There are two sides to every question. Even to the neurological condition called autism.
To recognize Autism Awareness Month (April), I’d like to take you on a trip to another planet. One where autistic people are the norm, and those we like to call neurotypical—NTs—are the oddballs.
Thanks to the Internet, that planet is no further away than your closest Internet-connected device on WrongPlanet.net, where the community forum responds to the question, “Do You Find Neurotypicals Rather Confusing Sometimes?”
“I don’t get this whole attention seeking thing,” writes aziraphale. “Why would anyone want negative attention? They also expect you to know what they are feeling by reading their face instead of them telling you. If you want someone to know how you’re feeling, why not just tell them?”
“For many NTs, they are their special interests,” responds pascalflower. “Aspies* like to talk about their special interests. NTs like to talk about themselves and like people to talk about them. They feel special in that way, because they are their own special interests. They are more interested in themselves than any thing else, and want everyone to be interested in them too.”
To the folks at WrongPlanet, NTs seem driven by a compulsive need for pointless socializing.
“In my last few jobs…people always seemed to want to take long tea breaks to discuss whatever it is that they discuss,” writes Magicfly. “I could never understand this. As far as I was concerned if I took a break it just meant I wasn’t doing my job.”
“I don’t understand why it’s considered so important to constantly socialize,” adds Squirsh. “There are so many people at my college who can’t bear to spend even one day not doing something social with a group of people.”
The notion of conformity doesn’t make a whole lot of sense to the community at WrongPlanet, either.
“It’s bizarre enough that people will dress a certain way because other people do, but it’s insane that someone would change their beliefs because of popularity!” continues aziraphale. “Politics and religion make massive impacts on the world and they seem too vital to the world to be influenced by something as trivial as popularity.”
“They have all these rules,” alana writes, “and they know them just by sensing them. And if you don’t know them then something is wrong with you.”
In fact, the citizens of WrongPlanet, instead of being socially detached, are, in fact, much more sensitive and respectful than NTs of the fact that each of us is unique. In the WrongPlanet community it’s called “neuro-diversity.”
“I do not really get why the need for gender roles and especially why they need to assigned so strictly on the basis of anatomy,” writes Verdandi. “It is profoundly confusing to me why more people do not see this as arbitrary. This dogmatism causes a lot of people unnecessary harm.”
To WrongPlanet’s community, what NTs call ‘spin’ is ‘lies.’ “I find the inability of most NTs to state their truth,” writes GetReal, “and the incessant social dances around even the possibility of truth telling to be crazy making.”
“The inability to step outside a situation and look at it logically and the way they will discount the best solution for a problem because it’s ‘not the done thing,'” is midnightblue’s complaint. “I get very frustrated when someone asks for advice and I give a great solution but they’re like ‘oh, I couldn’t possibly do that,’ and there’s no valid reason not to do it.”
If you want to take a step further in your autism reality tour, visit The Institute for the Study of the Neurologically Typical (angrysutie.wordpress.com):
“Neurotypical syndrome is a neurobiological disorder characterized by a preoccupation with social concerns, delusions of superiority, and obsession with conformity…There is no known cure for Neurotypical syndrome. However, many NTs have learned to compensate for their disabilities and interact normally with autistic persons.”
If all this makes you feel upside down and as if you had, well, landed on the wrong planet, that’s the point. You just had a glimpse of what all day every day can be like for people with autism.
And it’s useful to consider that the person who made the first stone tool might just have been an autistic pre-hominid with a special interest in small objects and a disinterest in the primate group grooming-fest.
*Asperger syndrome: a constellation of characteristics first noted by Austrian pediatrician Hans Asperger (1906-1980): high intelligence combined with traits that NTs describe as difficulties understanding conventional social interactions and expectations, intense idiosyncratic preoccupations, repetitive routines or rituals, and unusual speech and language patterns.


WHAT NEEDS TO BE DONE
The lines below that include the word "goods" are to be reported.
··· INFORMATION SUPPLIED ···
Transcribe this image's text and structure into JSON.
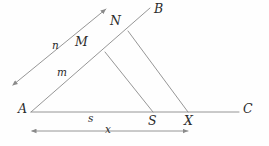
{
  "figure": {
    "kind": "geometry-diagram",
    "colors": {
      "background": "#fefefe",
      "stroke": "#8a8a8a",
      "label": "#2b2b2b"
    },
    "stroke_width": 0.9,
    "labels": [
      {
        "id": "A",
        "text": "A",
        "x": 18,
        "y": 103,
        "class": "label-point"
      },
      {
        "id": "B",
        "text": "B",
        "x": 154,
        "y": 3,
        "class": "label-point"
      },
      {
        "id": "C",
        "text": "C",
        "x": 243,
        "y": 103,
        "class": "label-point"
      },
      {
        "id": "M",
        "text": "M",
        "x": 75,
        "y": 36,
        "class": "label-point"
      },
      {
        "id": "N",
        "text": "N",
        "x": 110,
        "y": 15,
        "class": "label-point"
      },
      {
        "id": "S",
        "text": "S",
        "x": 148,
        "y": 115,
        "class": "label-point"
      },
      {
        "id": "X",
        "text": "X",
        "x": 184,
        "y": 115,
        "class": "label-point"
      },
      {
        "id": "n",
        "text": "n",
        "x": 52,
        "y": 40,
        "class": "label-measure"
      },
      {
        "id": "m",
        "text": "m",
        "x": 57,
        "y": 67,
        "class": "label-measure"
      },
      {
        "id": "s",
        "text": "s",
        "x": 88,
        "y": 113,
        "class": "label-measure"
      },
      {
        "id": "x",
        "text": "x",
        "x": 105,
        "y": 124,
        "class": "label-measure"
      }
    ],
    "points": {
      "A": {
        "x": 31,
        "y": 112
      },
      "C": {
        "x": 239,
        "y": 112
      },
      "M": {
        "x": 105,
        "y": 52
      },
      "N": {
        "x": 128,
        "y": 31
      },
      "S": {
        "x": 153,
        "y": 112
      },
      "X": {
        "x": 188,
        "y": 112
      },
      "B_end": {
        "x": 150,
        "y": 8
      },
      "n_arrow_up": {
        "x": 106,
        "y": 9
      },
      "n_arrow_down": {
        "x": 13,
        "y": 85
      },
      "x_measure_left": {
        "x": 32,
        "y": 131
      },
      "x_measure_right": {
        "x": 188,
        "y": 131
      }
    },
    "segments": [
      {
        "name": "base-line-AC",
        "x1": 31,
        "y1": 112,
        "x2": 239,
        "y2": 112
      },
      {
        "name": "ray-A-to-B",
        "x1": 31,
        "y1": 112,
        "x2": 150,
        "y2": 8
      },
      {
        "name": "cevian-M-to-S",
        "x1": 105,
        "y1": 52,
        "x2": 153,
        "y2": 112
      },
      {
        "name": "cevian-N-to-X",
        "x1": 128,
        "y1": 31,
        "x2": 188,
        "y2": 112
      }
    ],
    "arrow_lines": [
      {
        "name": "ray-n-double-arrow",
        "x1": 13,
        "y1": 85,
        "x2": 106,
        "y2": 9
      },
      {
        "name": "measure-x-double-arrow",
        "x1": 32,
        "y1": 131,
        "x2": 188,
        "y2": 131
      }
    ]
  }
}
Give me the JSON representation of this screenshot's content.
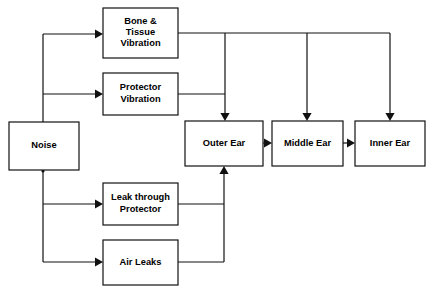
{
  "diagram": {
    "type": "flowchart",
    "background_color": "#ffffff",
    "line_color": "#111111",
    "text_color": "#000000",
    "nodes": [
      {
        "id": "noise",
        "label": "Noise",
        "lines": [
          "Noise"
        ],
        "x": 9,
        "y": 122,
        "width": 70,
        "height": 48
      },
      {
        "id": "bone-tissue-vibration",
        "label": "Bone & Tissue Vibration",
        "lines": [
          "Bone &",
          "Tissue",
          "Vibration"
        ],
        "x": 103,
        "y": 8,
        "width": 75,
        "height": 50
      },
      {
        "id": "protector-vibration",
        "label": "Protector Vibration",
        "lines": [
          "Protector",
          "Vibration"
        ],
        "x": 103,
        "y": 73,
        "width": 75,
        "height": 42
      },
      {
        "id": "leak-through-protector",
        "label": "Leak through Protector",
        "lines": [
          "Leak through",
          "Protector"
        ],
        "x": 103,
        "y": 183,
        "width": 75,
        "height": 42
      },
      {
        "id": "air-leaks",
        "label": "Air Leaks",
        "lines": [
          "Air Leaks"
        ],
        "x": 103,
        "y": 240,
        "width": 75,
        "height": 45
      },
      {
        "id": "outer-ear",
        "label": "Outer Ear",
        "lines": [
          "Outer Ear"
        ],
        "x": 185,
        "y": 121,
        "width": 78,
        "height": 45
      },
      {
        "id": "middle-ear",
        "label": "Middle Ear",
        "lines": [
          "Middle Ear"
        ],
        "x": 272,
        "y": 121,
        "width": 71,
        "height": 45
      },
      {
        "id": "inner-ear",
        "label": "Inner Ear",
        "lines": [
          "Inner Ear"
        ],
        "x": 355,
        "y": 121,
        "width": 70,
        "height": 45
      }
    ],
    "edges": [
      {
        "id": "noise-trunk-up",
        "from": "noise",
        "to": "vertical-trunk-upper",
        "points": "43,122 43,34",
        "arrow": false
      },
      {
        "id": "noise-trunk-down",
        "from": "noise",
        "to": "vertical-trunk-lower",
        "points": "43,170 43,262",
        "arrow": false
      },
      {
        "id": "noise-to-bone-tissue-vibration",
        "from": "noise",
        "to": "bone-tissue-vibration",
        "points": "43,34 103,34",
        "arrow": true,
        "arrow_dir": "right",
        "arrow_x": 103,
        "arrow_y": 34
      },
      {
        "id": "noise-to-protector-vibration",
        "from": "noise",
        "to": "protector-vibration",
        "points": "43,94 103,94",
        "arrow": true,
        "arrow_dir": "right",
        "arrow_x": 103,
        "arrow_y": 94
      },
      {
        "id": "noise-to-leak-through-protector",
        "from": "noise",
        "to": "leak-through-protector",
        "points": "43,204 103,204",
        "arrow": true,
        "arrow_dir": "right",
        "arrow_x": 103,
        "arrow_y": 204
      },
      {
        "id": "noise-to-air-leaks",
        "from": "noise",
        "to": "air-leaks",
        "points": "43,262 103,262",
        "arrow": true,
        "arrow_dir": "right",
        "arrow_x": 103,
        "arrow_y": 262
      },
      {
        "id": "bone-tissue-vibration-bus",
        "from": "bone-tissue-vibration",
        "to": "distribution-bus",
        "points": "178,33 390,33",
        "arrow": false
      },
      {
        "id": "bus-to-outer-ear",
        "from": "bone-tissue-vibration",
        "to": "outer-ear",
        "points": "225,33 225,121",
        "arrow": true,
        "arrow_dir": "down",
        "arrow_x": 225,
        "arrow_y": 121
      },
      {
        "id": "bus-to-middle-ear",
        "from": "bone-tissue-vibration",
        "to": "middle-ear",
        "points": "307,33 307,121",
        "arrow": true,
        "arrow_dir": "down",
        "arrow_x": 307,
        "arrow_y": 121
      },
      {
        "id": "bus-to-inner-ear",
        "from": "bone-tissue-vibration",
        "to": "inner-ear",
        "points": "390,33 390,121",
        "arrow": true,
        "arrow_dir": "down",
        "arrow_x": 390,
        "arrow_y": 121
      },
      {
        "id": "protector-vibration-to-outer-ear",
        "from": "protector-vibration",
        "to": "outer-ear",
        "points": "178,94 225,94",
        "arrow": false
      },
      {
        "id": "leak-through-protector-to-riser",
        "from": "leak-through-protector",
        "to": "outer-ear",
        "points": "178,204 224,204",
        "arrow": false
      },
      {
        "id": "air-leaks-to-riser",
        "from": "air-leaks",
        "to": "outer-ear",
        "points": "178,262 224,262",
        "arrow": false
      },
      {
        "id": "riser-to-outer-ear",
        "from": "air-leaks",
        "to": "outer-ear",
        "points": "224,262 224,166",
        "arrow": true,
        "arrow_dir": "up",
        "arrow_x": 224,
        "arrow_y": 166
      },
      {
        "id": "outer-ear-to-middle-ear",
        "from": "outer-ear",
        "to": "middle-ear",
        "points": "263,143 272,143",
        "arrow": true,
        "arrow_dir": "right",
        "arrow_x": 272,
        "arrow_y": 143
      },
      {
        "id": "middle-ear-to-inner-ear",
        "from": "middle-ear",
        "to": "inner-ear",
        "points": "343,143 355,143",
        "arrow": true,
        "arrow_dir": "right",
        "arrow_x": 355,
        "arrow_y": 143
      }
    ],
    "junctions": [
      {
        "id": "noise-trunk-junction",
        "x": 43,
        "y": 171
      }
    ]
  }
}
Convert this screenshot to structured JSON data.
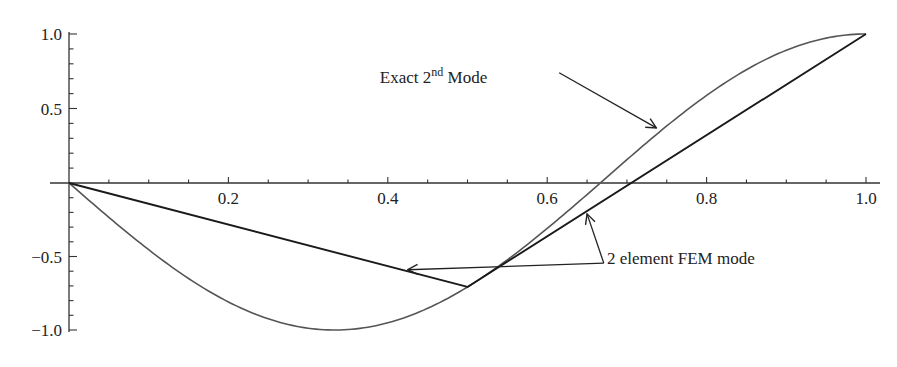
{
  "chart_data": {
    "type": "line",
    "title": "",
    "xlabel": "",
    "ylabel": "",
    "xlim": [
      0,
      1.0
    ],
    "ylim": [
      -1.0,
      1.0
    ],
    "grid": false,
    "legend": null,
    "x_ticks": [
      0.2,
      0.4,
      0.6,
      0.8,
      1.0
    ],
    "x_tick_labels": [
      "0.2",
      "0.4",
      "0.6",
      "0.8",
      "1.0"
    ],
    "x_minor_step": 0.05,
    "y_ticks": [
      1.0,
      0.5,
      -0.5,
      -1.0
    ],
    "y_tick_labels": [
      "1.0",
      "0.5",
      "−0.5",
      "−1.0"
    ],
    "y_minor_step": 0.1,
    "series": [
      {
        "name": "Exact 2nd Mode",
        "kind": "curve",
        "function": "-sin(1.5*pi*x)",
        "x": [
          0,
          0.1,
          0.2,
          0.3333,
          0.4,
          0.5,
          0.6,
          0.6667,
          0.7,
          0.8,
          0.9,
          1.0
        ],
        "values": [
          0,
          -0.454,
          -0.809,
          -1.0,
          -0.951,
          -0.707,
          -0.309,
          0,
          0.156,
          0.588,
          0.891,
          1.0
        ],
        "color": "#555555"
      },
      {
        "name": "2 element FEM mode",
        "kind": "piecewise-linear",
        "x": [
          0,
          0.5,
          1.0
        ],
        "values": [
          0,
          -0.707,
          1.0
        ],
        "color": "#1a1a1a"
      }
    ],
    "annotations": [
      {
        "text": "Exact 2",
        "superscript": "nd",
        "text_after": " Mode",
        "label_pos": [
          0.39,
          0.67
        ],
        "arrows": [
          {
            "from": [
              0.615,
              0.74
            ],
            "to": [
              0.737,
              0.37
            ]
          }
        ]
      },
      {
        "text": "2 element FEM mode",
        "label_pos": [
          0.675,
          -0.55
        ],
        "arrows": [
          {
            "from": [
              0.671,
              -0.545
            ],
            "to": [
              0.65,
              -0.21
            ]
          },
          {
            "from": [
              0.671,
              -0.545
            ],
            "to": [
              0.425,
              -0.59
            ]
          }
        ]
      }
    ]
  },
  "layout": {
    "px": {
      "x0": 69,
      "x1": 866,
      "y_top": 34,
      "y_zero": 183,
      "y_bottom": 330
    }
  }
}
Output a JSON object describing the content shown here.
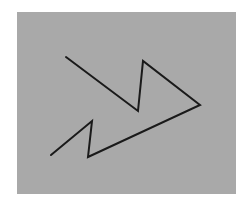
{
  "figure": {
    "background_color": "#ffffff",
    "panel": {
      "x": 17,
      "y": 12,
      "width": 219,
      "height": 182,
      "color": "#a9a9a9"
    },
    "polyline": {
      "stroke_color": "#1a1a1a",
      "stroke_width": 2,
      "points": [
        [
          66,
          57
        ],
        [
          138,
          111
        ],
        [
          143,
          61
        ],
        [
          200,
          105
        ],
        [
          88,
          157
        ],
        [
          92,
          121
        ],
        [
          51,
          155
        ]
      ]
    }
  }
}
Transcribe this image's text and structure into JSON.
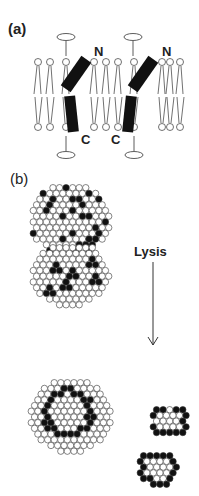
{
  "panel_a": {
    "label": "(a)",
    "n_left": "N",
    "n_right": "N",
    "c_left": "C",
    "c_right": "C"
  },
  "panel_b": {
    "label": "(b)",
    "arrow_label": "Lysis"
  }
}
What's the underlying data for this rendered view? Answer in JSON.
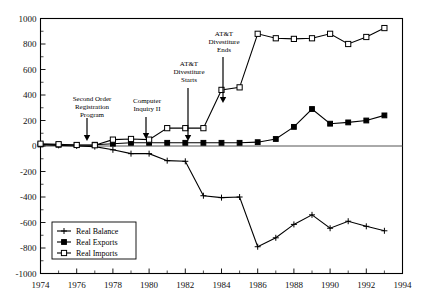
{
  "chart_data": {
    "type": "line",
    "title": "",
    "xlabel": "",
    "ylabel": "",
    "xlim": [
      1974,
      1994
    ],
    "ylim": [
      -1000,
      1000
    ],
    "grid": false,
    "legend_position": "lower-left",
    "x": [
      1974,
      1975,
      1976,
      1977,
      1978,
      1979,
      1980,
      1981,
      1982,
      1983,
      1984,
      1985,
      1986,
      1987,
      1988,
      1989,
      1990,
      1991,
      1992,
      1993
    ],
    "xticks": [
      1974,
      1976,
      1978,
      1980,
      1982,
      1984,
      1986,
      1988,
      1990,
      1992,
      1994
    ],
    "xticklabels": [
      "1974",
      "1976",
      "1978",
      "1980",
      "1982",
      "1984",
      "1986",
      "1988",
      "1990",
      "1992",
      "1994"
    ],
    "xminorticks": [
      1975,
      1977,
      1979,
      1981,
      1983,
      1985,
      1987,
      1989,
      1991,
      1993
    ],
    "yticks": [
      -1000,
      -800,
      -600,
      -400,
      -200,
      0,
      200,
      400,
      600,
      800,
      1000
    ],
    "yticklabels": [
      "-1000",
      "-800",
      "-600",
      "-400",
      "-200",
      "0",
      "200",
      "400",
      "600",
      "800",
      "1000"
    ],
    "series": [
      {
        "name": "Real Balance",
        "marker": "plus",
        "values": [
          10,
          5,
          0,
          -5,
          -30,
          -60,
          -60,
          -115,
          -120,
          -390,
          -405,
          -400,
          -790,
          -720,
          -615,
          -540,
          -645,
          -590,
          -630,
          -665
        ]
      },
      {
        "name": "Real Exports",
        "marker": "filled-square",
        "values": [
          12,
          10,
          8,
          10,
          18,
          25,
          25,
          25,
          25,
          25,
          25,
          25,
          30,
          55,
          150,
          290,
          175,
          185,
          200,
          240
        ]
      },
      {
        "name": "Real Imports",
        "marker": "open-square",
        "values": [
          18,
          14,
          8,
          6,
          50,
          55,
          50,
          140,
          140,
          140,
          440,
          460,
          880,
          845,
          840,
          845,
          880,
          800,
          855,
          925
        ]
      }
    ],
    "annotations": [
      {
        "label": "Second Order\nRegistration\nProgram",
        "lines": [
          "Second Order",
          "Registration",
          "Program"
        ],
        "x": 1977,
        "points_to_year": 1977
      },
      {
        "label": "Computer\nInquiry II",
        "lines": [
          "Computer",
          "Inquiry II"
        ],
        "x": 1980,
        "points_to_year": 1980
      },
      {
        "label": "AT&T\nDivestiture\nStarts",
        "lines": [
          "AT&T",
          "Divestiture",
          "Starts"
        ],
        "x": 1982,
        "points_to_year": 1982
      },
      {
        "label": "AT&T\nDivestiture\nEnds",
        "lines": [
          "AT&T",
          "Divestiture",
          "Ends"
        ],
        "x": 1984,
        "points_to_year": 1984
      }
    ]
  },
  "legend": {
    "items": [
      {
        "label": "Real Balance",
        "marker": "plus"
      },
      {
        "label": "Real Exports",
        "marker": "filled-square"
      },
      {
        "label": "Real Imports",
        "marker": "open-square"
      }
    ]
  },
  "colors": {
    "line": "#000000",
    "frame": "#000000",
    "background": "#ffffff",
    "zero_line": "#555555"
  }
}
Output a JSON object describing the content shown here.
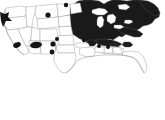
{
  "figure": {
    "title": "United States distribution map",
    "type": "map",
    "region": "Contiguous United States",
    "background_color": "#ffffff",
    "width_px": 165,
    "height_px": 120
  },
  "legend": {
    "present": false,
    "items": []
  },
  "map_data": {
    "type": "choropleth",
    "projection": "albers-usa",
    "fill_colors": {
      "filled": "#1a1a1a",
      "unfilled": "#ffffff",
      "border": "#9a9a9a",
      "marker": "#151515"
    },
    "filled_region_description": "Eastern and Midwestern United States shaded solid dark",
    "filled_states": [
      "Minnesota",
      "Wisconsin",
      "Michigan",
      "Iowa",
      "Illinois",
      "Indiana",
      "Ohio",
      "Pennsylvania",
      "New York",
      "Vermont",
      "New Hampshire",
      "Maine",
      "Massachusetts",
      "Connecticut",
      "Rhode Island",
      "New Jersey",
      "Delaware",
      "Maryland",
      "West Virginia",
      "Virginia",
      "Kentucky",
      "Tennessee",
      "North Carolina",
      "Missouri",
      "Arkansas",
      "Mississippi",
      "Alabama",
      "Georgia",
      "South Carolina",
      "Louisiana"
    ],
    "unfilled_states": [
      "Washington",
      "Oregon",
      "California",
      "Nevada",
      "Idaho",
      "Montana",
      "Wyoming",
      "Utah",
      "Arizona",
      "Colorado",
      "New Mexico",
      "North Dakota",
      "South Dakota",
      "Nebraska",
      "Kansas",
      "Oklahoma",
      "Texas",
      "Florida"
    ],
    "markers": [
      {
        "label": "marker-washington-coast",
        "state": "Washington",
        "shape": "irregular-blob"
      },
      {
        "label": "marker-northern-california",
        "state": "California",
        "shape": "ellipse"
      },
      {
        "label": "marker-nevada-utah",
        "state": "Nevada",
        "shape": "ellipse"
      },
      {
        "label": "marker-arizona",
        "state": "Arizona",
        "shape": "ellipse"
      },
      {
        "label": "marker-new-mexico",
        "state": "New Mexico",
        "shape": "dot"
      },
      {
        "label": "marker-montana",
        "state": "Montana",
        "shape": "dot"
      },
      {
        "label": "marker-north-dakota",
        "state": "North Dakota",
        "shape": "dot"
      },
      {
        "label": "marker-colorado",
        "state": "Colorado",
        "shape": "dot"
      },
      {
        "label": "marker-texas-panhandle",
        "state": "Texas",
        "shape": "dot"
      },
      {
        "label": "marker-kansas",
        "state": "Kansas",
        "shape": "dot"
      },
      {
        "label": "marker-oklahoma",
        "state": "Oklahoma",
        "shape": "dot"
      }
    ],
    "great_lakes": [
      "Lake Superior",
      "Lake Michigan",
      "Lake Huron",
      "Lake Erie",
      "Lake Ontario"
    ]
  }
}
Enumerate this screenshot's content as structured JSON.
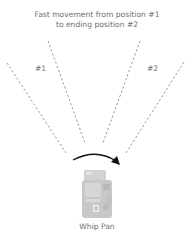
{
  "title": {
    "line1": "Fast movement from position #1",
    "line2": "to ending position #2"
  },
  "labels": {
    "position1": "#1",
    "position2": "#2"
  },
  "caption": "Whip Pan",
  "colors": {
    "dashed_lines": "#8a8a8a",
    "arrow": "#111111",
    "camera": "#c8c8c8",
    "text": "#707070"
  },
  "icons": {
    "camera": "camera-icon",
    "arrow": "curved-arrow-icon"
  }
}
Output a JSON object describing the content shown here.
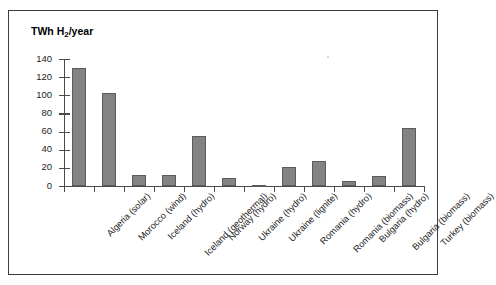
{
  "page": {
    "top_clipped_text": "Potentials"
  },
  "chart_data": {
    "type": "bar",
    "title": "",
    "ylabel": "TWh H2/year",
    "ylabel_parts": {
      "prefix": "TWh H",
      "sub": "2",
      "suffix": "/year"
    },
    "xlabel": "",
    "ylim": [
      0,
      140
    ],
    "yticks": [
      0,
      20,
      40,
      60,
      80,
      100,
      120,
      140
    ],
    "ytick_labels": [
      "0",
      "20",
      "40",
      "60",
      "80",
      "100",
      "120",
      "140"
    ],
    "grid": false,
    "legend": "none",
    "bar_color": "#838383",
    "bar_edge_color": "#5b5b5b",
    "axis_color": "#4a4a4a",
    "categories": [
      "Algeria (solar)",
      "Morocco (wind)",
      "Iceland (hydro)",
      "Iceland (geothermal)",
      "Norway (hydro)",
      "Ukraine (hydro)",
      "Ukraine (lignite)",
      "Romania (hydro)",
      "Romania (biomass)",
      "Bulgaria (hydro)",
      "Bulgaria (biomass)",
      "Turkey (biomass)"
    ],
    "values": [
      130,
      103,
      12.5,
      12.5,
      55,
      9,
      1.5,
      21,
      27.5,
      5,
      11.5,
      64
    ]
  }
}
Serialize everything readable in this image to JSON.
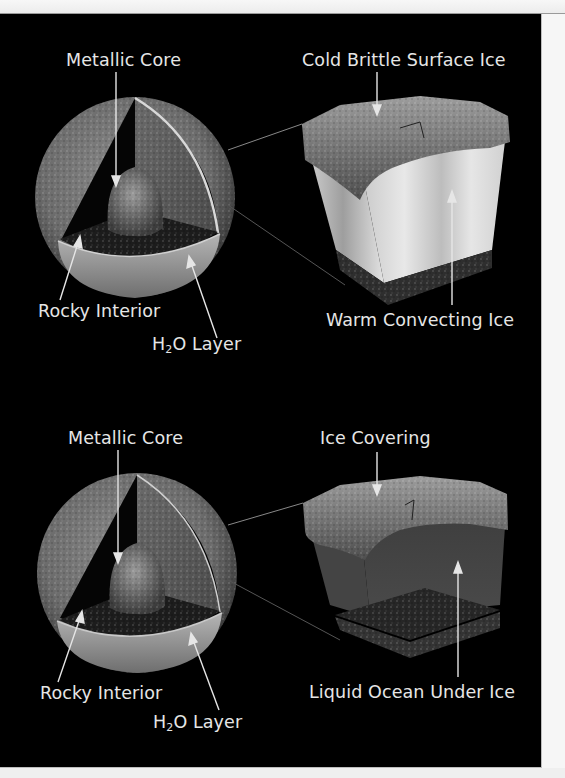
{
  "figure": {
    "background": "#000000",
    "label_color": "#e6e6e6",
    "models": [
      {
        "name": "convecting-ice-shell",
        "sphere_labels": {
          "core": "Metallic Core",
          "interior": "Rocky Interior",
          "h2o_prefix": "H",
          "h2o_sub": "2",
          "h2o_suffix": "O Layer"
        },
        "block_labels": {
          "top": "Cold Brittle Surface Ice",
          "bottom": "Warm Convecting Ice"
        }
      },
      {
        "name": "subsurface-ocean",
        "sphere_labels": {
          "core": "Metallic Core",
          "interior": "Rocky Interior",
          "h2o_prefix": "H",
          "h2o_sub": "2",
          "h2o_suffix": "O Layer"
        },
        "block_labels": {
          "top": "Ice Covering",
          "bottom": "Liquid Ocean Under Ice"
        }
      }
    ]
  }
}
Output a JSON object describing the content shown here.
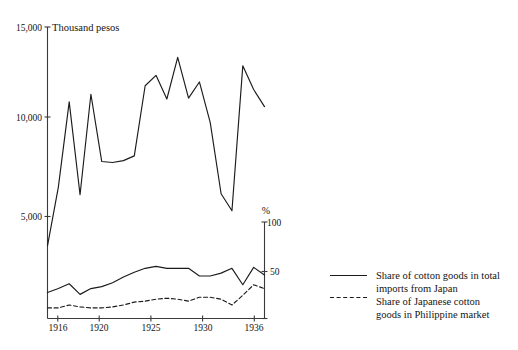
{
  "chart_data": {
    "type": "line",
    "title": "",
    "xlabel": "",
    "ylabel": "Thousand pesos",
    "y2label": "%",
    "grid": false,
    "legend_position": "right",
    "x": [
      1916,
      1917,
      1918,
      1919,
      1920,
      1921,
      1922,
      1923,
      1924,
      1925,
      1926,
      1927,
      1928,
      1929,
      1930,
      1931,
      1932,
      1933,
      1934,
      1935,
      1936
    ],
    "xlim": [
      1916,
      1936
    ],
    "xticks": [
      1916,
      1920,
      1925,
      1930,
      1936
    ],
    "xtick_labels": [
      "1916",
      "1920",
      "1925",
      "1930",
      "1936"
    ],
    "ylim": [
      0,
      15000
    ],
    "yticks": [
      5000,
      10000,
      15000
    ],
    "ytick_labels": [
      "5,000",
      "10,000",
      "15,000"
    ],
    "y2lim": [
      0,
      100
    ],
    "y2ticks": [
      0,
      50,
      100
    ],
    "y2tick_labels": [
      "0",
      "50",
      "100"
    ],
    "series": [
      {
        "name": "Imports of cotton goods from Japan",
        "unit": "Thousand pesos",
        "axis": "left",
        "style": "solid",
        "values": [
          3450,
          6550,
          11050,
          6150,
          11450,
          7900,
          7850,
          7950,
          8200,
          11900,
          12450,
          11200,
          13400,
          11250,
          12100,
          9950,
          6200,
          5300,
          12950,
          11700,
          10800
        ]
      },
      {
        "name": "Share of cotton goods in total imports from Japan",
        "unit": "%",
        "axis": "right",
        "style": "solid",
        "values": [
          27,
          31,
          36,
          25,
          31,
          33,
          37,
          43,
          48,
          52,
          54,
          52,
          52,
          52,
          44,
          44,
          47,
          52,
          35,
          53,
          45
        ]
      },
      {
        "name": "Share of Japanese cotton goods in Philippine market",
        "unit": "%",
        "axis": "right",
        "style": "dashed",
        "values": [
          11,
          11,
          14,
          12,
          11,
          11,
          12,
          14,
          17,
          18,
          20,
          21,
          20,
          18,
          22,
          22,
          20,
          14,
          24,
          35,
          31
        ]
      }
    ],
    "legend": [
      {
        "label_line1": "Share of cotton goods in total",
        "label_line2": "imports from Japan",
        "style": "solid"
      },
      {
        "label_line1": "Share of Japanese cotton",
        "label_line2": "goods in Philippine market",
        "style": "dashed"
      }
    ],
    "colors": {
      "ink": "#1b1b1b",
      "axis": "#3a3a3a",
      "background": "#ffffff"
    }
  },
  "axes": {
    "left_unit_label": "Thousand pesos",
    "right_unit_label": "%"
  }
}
···
SOLUTION TO THIS PROBLEM
        "name": "Imports of cotton goods from Japan",
        "name": "Share of cotton goods in total imports from Japan",
        "name": "Share of Japanese cotton goods in Philippine market",
        "label_line1": "Share of cotton goods in total",
        "label_line2": "goods in Philippine market",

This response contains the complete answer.